The Covenant Chain: God, Christ, Husband, Wife
An examination of the four-link covenant structure in Ephesians 5. What it demands of every party in the chain. What it means when one party breaks covenant.
Structured lectures drawn directly from the biblical text. Each one is written as a complete, word-for-word script — detailed enough to teach, careful enough to hold up under scrutiny.
A multi-part teaching series examining the covenant structure that runs from creation through Revelation — the God-Christ-husband-wife chain of covenant authority, and what happens at every level when that chain is broken. Each lecture in this series is designed to stand alone or work as part of a sequence.
An examination of the four-link covenant structure in Ephesians 5. What it demands of every party in the chain. What it means when one party breaks covenant.
The rebellion pattern runs through four levels of Scripture — celestial, garden, national, and marital. Each one follows the same sequence. Each one carries the same consequence.
The garden narrative is not primarily about fruit. It is about the order of covenant headship, who was addressed first, and what it cost everyone when that order was reversed.
Israel's idolatry is described throughout the prophets as adultery. This is not a metaphor selected for emotional effect. It is a precise covenantal description.
Why the American church abandoned clear teaching on divorce, when it happened, and what that silence has cost the people who needed an honest answer.
Jesus addressed the man who marries a divorced woman directly. Most teachings on divorce and remarriage avoid that address. This one does not.
Biblical repentance is not an internal experience. It is an act. This teaching examines what genuine repentance from adultery looks like — and why the church has largely stopped saying.
Biblical theology, by definition, comes from the biblical text — not from Christian history, or the writings of Christians about the Bible. Here is what that commitment demands in practice.
The bill of divorcement in Deuteronomy 24 was issued by the covenant head — the husband. Understanding who held that authority explains why Jesus said what he said to the woman who took it for herself.
The apostles used the word without defining it because they assumed their audience knew the Torah. Most modern readers do not. This teaching supplies what was assumed.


* EXERCISE INSTRUCTIONS
What is needed is an exact copy of the records below, with the pictures left out.

* DATA LISTING
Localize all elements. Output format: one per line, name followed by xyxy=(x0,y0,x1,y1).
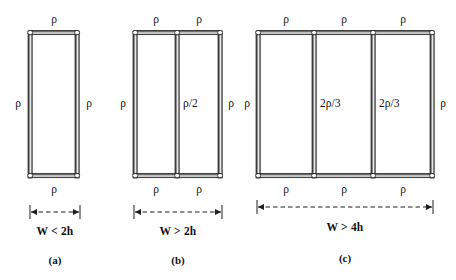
caption-c: (c) xyxy=(339,253,351,264)
label-top-rho-c3: ρ xyxy=(400,14,406,25)
beam-top-1 xyxy=(257,31,315,35)
figure-canvas: ρ ρ ρ ρ W < 2h (a) xyxy=(0,0,456,280)
beam-bottom-2 xyxy=(314,174,374,178)
panel-a-drawing xyxy=(0,0,115,280)
column-inner-2 xyxy=(371,31,375,178)
column-right xyxy=(218,31,222,178)
caption-b: (b) xyxy=(171,255,184,266)
beam-bottom-1 xyxy=(257,174,315,178)
column-right xyxy=(75,31,79,178)
beam-top-3 xyxy=(373,31,433,35)
label-top-rho-c2: ρ xyxy=(341,14,347,25)
panel-a: ρ ρ ρ ρ W < 2h (a) xyxy=(0,0,115,280)
beam-bottom-left xyxy=(134,174,178,178)
label-left-rho-b: ρ xyxy=(120,98,126,109)
label-top-rho-b1: ρ xyxy=(153,14,159,25)
caption-a: (a) xyxy=(49,255,62,266)
panel-c-drawing xyxy=(240,0,456,280)
beam-bottom-right xyxy=(177,174,221,178)
panel-c: ρ ρ ρ ρ ρ ρ ρ ρ 2ρ/3 2ρ/3 W > 4h (c) xyxy=(240,0,456,280)
column-left xyxy=(256,31,260,178)
dimension-line-c xyxy=(257,200,433,214)
column-right xyxy=(430,31,434,178)
dimension-line-b xyxy=(134,205,222,219)
joint-markers xyxy=(28,30,80,177)
label-bottom-rho-b2: ρ xyxy=(196,184,202,195)
label-top-rho-b2: ρ xyxy=(196,14,202,25)
label-bottom-rho-c1: ρ xyxy=(283,184,289,195)
condition-label-b: W > 2h xyxy=(160,226,197,237)
label-bottom-rho-c3: ρ xyxy=(400,184,406,195)
panel-b: ρ ρ ρ ρ ρ ρ ρ/2 W > 2h (b) xyxy=(115,0,240,280)
label-top-rho-c1: ρ xyxy=(283,14,289,25)
column-left xyxy=(28,31,32,178)
beam-top xyxy=(29,31,78,35)
beam-top-right xyxy=(177,31,221,35)
beam-bottom xyxy=(29,174,78,178)
column-left xyxy=(133,31,137,178)
column-middle xyxy=(175,31,179,178)
label-bottom-rho-a1: ρ xyxy=(51,184,57,195)
label-bottom-rho-c2: ρ xyxy=(341,184,347,195)
beam-top-left xyxy=(134,31,178,35)
label-right-rho-a: ρ xyxy=(86,98,92,109)
label-interior-c2: 2ρ/3 xyxy=(379,98,399,109)
label-interior-b1: ρ/2 xyxy=(183,98,198,109)
label-bottom-rho-b1: ρ xyxy=(153,184,159,195)
label-left-rho-c: ρ xyxy=(244,98,250,109)
label-right-rho-c: ρ xyxy=(440,98,446,109)
label-interior-c1: 2ρ/3 xyxy=(320,98,340,109)
label-right-rho-b: ρ xyxy=(228,98,234,109)
beam-top-2 xyxy=(314,31,374,35)
label-top-rho-a1: ρ xyxy=(51,14,57,25)
label-left-rho-a: ρ xyxy=(15,98,21,109)
condition-label-c: W > 4h xyxy=(327,222,364,233)
column-inner-1 xyxy=(312,31,316,178)
panel-b-drawing xyxy=(115,0,240,280)
joint-markers xyxy=(256,30,435,177)
dimension-line-a xyxy=(30,205,80,219)
beam-bottom-3 xyxy=(373,174,433,178)
condition-label-a: W < 2h xyxy=(37,226,74,237)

* ANSWER BELOW
Localize all elements. Output format: one per line, name followed by xyxy=(x0,y0,x1,y1).
caption-c: (c) xyxy=(339,253,351,264)
label-top-rho-c3: ρ xyxy=(400,14,406,25)
beam-top-1 xyxy=(257,31,315,35)
figure-canvas: ρ ρ ρ ρ W < 2h (a) xyxy=(0,0,456,280)
beam-bottom-2 xyxy=(314,174,374,178)
panel-a-drawing xyxy=(0,0,115,280)
column-inner-2 xyxy=(371,31,375,178)
column-right xyxy=(218,31,222,178)
caption-b: (b) xyxy=(171,255,184,266)
beam-bottom-1 xyxy=(257,174,315,178)
column-right xyxy=(75,31,79,178)
beam-top-3 xyxy=(373,31,433,35)
label-top-rho-c2: ρ xyxy=(341,14,347,25)
panel-a: ρ ρ ρ ρ W < 2h (a) xyxy=(0,0,115,280)
beam-bottom-left xyxy=(134,174,178,178)
label-left-rho-b: ρ xyxy=(120,98,126,109)
label-top-rho-b1: ρ xyxy=(153,14,159,25)
caption-a: (a) xyxy=(49,255,62,266)
panel-c-drawing xyxy=(240,0,456,280)
beam-bottom-right xyxy=(177,174,221,178)
panel-c: ρ ρ ρ ρ ρ ρ ρ ρ 2ρ/3 2ρ/3 W > 4h (c) xyxy=(240,0,456,280)
column-left xyxy=(256,31,260,178)
dimension-line-c xyxy=(257,200,433,214)
column-right xyxy=(430,31,434,178)
dimension-line-b xyxy=(134,205,222,219)
joint-markers xyxy=(28,30,80,177)
label-bottom-rho-b2: ρ xyxy=(196,184,202,195)
label-top-rho-b2: ρ xyxy=(196,14,202,25)
label-bottom-rho-c1: ρ xyxy=(283,184,289,195)
condition-label-b: W > 2h xyxy=(160,226,197,237)
label-bottom-rho-c3: ρ xyxy=(400,184,406,195)
panel-b: ρ ρ ρ ρ ρ ρ ρ/2 W > 2h (b) xyxy=(115,0,240,280)
label-top-rho-c1: ρ xyxy=(283,14,289,25)
column-left xyxy=(28,31,32,178)
beam-top xyxy=(29,31,78,35)
beam-top-right xyxy=(177,31,221,35)
beam-bottom xyxy=(29,174,78,178)
column-left xyxy=(133,31,137,178)
column-middle xyxy=(175,31,179,178)
label-bottom-rho-a1: ρ xyxy=(51,184,57,195)
label-bottom-rho-c2: ρ xyxy=(341,184,347,195)
beam-top-left xyxy=(134,31,178,35)
label-right-rho-a: ρ xyxy=(86,98,92,109)
label-interior-c2: 2ρ/3 xyxy=(379,98,399,109)
label-interior-b1: ρ/2 xyxy=(183,98,198,109)
label-bottom-rho-b1: ρ xyxy=(153,184,159,195)
label-left-rho-c: ρ xyxy=(244,98,250,109)
label-right-rho-c: ρ xyxy=(440,98,446,109)
label-interior-c1: 2ρ/3 xyxy=(320,98,340,109)
label-right-rho-b: ρ xyxy=(228,98,234,109)
beam-top-2 xyxy=(314,31,374,35)
label-top-rho-a1: ρ xyxy=(51,14,57,25)
label-left-rho-a: ρ xyxy=(15,98,21,109)
condition-label-c: W > 4h xyxy=(327,222,364,233)
column-inner-1 xyxy=(312,31,316,178)
panel-b-drawing xyxy=(115,0,240,280)
joint-markers xyxy=(256,30,435,177)
dimension-line-a xyxy=(30,205,80,219)
beam-bottom-3 xyxy=(373,174,433,178)
condition-label-a: W < 2h xyxy=(37,226,74,237)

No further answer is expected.